Tuesday, February 10, 2004

Mankiw

You know, back in my college days I went to see CEA head Greg Mankiw speak. He gave a talk in which he was extolling the virtues of teaching economics. His reasoning was that knowing a bit of economics was necessary to be an informed citizen, and it was necessary to have informed citizens in order to have an electorate which would support reasonable policy decisions. Fair enough. Then he went on to argue that there were a few policy issues - I remember rent control and free trade as being a couple of them (though this was years ago so my memory could be faulty) - that voters would have the "right" opinion about if only they were educated. Okay, more debatable but still fair enough - a little bit of Econ 101 goes a long way on such things. But, then he took the argument to the next level, and argued that voters would have the "right opinion" (and therefore the right vote) on such issues even if supporting them went against their own self-interest. In other words, people would vote to remove Rent Control for aesthetic reasons even if it meant giving up their $400 per month apartment. This is where he transcended free market fundamentalism and moved into free market Talibanism. Few policy changes benefit all citizens - generally there are winners and losers and the strongest claim that can be made is that in principle when policy changes increase the overall level of income/output, then the losers can be compensated by the winners with an appropriate amount of redistribution. These people fall into the trap of perceiving the level of GDP or average income as value-free metrics of the health of the economy. They aren't value free. Saying improvements in GDP are "always good," and voters should always support policies which in theory do so, embraces the idea that, say, this is the case even if it will make life worse for 90% of the population, while improving things for 10% on the basis that the "average" will be higher. It's simply a fetishizing of GDP, and embracing the belief that we all should. It's reducing "the greater good" down to one number.

Anyway, I was reminded of that when reading this:

WASHINGTON - The movement of American factory jobs and white-collar work to other countries is part of a positive transformation that will enrich the U.S. economy over time, even if it causes short-term pain and dislocation, the Bush administration said Monday.

The embrace of foreign "outsourcing," a trend that has contributed to U.S. job losses and become a campaign issue, is contained in the president's annual report to Congress on the health of the U.S. economy.

"Outsourcing is just a new way of doing international trade," said N. Gregory Mankiw, chairman of Bush's Council of Economic Advisors, which prepared the report. "More things are tradable than were tradable in the past. And that's a good thing."

Look, most economic theory (And most economists) will say that free trade is a rising tide, but no one does or should claim that it's a rising tide which lifts all boats. It doesn't. And, asking people to support policies which go against their own self-interest on the grounds that it's going to increase the value of some economic statistic is ludicrous.



...just wanted to add that it isn't as if I don't think people are capable of supporting policies which go against their own narrow self-interests - either by truly making charitable sacrifices or simply pursuing some notion of "enlightened self-interest" which recognizes an overall personal net benefit from some action of collective choice which, say, raises their taxes. I just reject that the simple metric of per capita GDP, or some abstract notion of "economic efficiency," does or should embody this notion of the "greater good." There's a sense that per capita GDP is a valueless measure of an economy's wellbeing, but it isn't. If policies which lead to higher per capita GDP also have huge distributional consequences, then ignoring those consequences isn't eschewing value judgments - it's simply sticking your head in the sand and pretending the consequences don't exist.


# What the exercise asks
From the entries that follow, pick out all lines holding "senior".

Data entries for graphics
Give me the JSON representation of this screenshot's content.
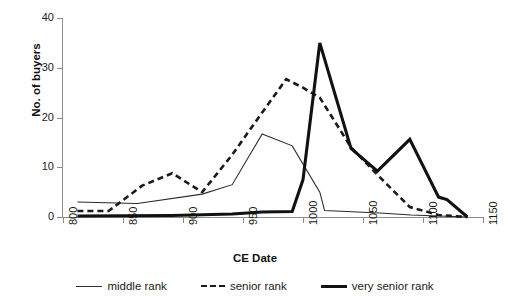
{
  "chart_data": {
    "type": "line",
    "title": "",
    "xlabel": "CE Date",
    "ylabel": "No. of buyers",
    "xlim": [
      800,
      1150
    ],
    "ylim": [
      0,
      40
    ],
    "xticks": [
      800,
      850,
      900,
      950,
      1000,
      1050,
      1100,
      1150
    ],
    "yticks": [
      0,
      10,
      20,
      30,
      40
    ],
    "xtick_labels": [
      "800",
      "850",
      "900",
      "950",
      "1000",
      "1050",
      "1100",
      "1150"
    ],
    "ytick_labels": [
      "0",
      "10",
      "20",
      "30",
      "40"
    ],
    "grid": false,
    "legend_position": "bottom",
    "series": [
      {
        "name": "middle rank",
        "style": "thin-solid",
        "color": "#2b2b2b",
        "points": [
          [
            812,
            3.0
          ],
          [
            862,
            2.7
          ],
          [
            916,
            4.6
          ],
          [
            941,
            6.5
          ],
          [
            966,
            16.7
          ],
          [
            991,
            14.3
          ],
          [
            1014,
            5.0
          ],
          [
            1018,
            1.3
          ],
          [
            1064,
            0.8
          ],
          [
            1090,
            0.4
          ],
          [
            1137,
            0.0
          ]
        ]
      },
      {
        "name": "senior rank",
        "style": "dashed",
        "color": "#1a1a1a",
        "points": [
          [
            812,
            1.2
          ],
          [
            838,
            1.2
          ],
          [
            866,
            6.3
          ],
          [
            891,
            8.8
          ],
          [
            916,
            5.0
          ],
          [
            941,
            12.5
          ],
          [
            963,
            20.0
          ],
          [
            986,
            27.7
          ],
          [
            1000,
            26.0
          ],
          [
            1014,
            24.0
          ],
          [
            1040,
            14.0
          ],
          [
            1064,
            8.0
          ],
          [
            1089,
            2.0
          ],
          [
            1113,
            0.4
          ],
          [
            1137,
            0.0
          ]
        ]
      },
      {
        "name": "very senior rank",
        "style": "thick-solid",
        "color": "#111111",
        "points": [
          [
            812,
            0.2
          ],
          [
            891,
            0.3
          ],
          [
            941,
            0.6
          ],
          [
            966,
            1.0
          ],
          [
            991,
            1.1
          ],
          [
            1000,
            7.5
          ],
          [
            1014,
            35.0
          ],
          [
            1040,
            13.8
          ],
          [
            1062,
            9.2
          ],
          [
            1089,
            15.6
          ],
          [
            1113,
            4.0
          ],
          [
            1120,
            3.5
          ],
          [
            1137,
            0.0
          ]
        ]
      }
    ]
  },
  "legend": {
    "items": [
      {
        "label": "middle rank",
        "style": "thin-solid"
      },
      {
        "label": "senior rank",
        "style": "dashed"
      },
      {
        "label": "very senior rank",
        "style": "thick-solid"
      }
    ]
  }
}
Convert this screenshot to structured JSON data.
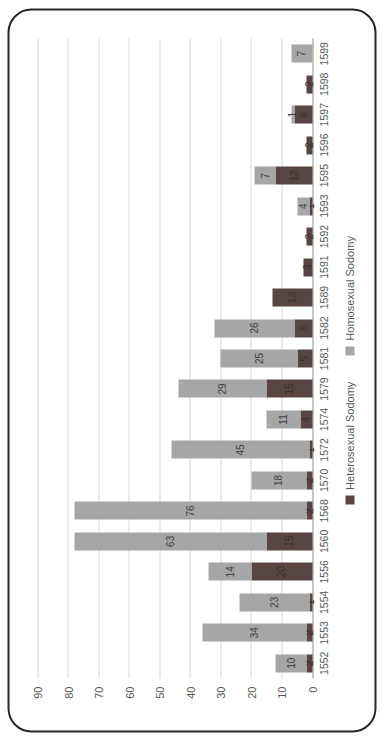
{
  "chart_data": {
    "type": "bar",
    "stacked": true,
    "render_rotation_deg": -90,
    "title": "",
    "xlabel": "",
    "ylabel": "",
    "categories": [
      "1552",
      "1553",
      "1554",
      "1556",
      "1560",
      "1568",
      "1570",
      "1572",
      "1574",
      "1579",
      "1581",
      "1582",
      "1589",
      "1591",
      "1592",
      "1593",
      "1595",
      "1596",
      "1597",
      "1598",
      "1599"
    ],
    "series": [
      {
        "name": "Heterosexual Sodomy",
        "color": "#584440",
        "values": [
          2,
          2,
          1,
          20,
          15,
          2,
          2,
          1,
          4,
          15,
          5,
          6,
          13,
          3,
          2,
          1,
          12,
          2,
          6,
          2,
          0
        ]
      },
      {
        "name": "Homosexual Sodomy",
        "color": "#a6a6a6",
        "values": [
          10,
          34,
          23,
          14,
          63,
          76,
          18,
          45,
          11,
          29,
          25,
          26,
          0,
          0,
          0,
          4,
          7,
          0,
          1,
          0,
          7
        ]
      }
    ],
    "ylim": [
      0,
      90
    ],
    "ytick_step": 10,
    "ytick_labels": [
      "0",
      "10",
      "20",
      "30",
      "40",
      "50",
      "60",
      "70",
      "80",
      "90"
    ],
    "grid": true,
    "data_labels": true,
    "legend_position": "bottom"
  },
  "colors": {
    "background": "#ffffff",
    "frame_border": "#262626",
    "gridline": "#d9d9d9",
    "axis_line": "#8c8c8c",
    "tick_text": "#595959",
    "label_on_gray": "#404040",
    "label_on_dark": "#39302d"
  }
}
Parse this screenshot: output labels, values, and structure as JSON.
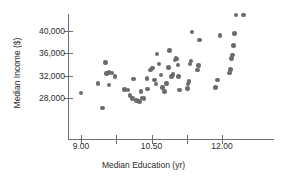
{
  "chart_data": {
    "type": "scatter",
    "title": "",
    "xlabel": "Median Education (yr)",
    "ylabel": "Median Income ($)",
    "xlim": [
      8.55,
      12.95
    ],
    "ylim": [
      25600,
      43600
    ],
    "grid": false,
    "legend": null,
    "marker_color": "#6b6b6b",
    "axis_color": "#6e6e6e",
    "x_ticks": [
      9.0,
      9.75,
      10.5,
      11.25,
      12.0
    ],
    "x_tick_labels": [
      "9.00",
      "",
      "10.50",
      "",
      "12.00"
    ],
    "y_ticks": [
      28000,
      32000,
      36000,
      40000
    ],
    "y_tick_labels": [
      "28,000",
      "32,000",
      "36,000",
      "40,000"
    ],
    "n_points": 60,
    "points": [
      {
        "x": 9.0,
        "y": 28900
      },
      {
        "x": 9.46,
        "y": 26200
      },
      {
        "x": 9.36,
        "y": 30600
      },
      {
        "x": 9.52,
        "y": 34400
      },
      {
        "x": 9.54,
        "y": 32400
      },
      {
        "x": 9.6,
        "y": 32600
      },
      {
        "x": 9.66,
        "y": 32500
      },
      {
        "x": 9.72,
        "y": 31900
      },
      {
        "x": 9.6,
        "y": 30300
      },
      {
        "x": 9.92,
        "y": 29500
      },
      {
        "x": 10.0,
        "y": 29400
      },
      {
        "x": 10.04,
        "y": 28500
      },
      {
        "x": 10.1,
        "y": 27900
      },
      {
        "x": 10.12,
        "y": 31400
      },
      {
        "x": 10.18,
        "y": 27600
      },
      {
        "x": 10.24,
        "y": 27400
      },
      {
        "x": 10.3,
        "y": 28000
      },
      {
        "x": 10.34,
        "y": 27900
      },
      {
        "x": 10.28,
        "y": 29200
      },
      {
        "x": 10.42,
        "y": 29600
      },
      {
        "x": 10.4,
        "y": 31500
      },
      {
        "x": 10.48,
        "y": 33000
      },
      {
        "x": 10.52,
        "y": 33400
      },
      {
        "x": 10.56,
        "y": 31200
      },
      {
        "x": 10.6,
        "y": 30500
      },
      {
        "x": 10.62,
        "y": 35900
      },
      {
        "x": 10.66,
        "y": 34100
      },
      {
        "x": 10.7,
        "y": 32100
      },
      {
        "x": 10.74,
        "y": 29900
      },
      {
        "x": 10.78,
        "y": 29200
      },
      {
        "x": 10.82,
        "y": 30600
      },
      {
        "x": 10.86,
        "y": 33500
      },
      {
        "x": 10.88,
        "y": 36500
      },
      {
        "x": 10.92,
        "y": 31900
      },
      {
        "x": 10.96,
        "y": 32200
      },
      {
        "x": 11.0,
        "y": 34800
      },
      {
        "x": 11.02,
        "y": 35200
      },
      {
        "x": 11.04,
        "y": 35000
      },
      {
        "x": 11.06,
        "y": 33900
      },
      {
        "x": 11.08,
        "y": 31800
      },
      {
        "x": 11.1,
        "y": 29400
      },
      {
        "x": 11.26,
        "y": 29700
      },
      {
        "x": 11.28,
        "y": 30500
      },
      {
        "x": 11.3,
        "y": 31000
      },
      {
        "x": 11.32,
        "y": 34100
      },
      {
        "x": 11.34,
        "y": 34600
      },
      {
        "x": 11.36,
        "y": 39800
      },
      {
        "x": 11.48,
        "y": 33000
      },
      {
        "x": 11.5,
        "y": 33800
      },
      {
        "x": 11.52,
        "y": 38400
      },
      {
        "x": 11.86,
        "y": 29900
      },
      {
        "x": 11.9,
        "y": 31200
      },
      {
        "x": 11.96,
        "y": 39200
      },
      {
        "x": 12.16,
        "y": 32500
      },
      {
        "x": 12.18,
        "y": 33100
      },
      {
        "x": 12.2,
        "y": 35100
      },
      {
        "x": 12.22,
        "y": 35700
      },
      {
        "x": 12.24,
        "y": 37400
      },
      {
        "x": 12.26,
        "y": 39500
      },
      {
        "x": 12.3,
        "y": 42900
      },
      {
        "x": 12.46,
        "y": 42900
      }
    ]
  }
}
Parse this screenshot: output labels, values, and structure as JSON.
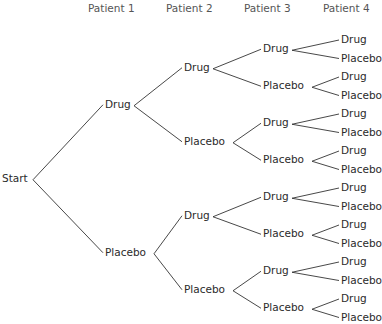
{
  "diagram": {
    "type": "tree",
    "headers": [
      "Patient 1",
      "Patient 2",
      "Patient 3",
      "Patient 4"
    ],
    "root": "Start",
    "branch_labels": [
      "Drug",
      "Placebo"
    ],
    "levels": {
      "patient1": [
        "Drug",
        "Placebo"
      ],
      "patient2": [
        "Drug",
        "Placebo",
        "Drug",
        "Placebo"
      ],
      "patient3": [
        "Drug",
        "Placebo",
        "Drug",
        "Placebo",
        "Drug",
        "Placebo",
        "Drug",
        "Placebo"
      ],
      "patient4": [
        "Drug",
        "Placebo",
        "Drug",
        "Placebo",
        "Drug",
        "Placebo",
        "Drug",
        "Placebo",
        "Drug",
        "Placebo",
        "Drug",
        "Placebo",
        "Drug",
        "Placebo",
        "Drug",
        "Placebo"
      ]
    },
    "line_color": "#333333"
  }
}
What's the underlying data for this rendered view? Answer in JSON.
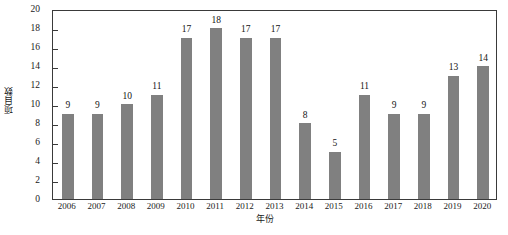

# Solved exercise
        "name": "senior rank",
        "name": "very senior rank",
        "label": "senior rank",
        "label": "very senior rank",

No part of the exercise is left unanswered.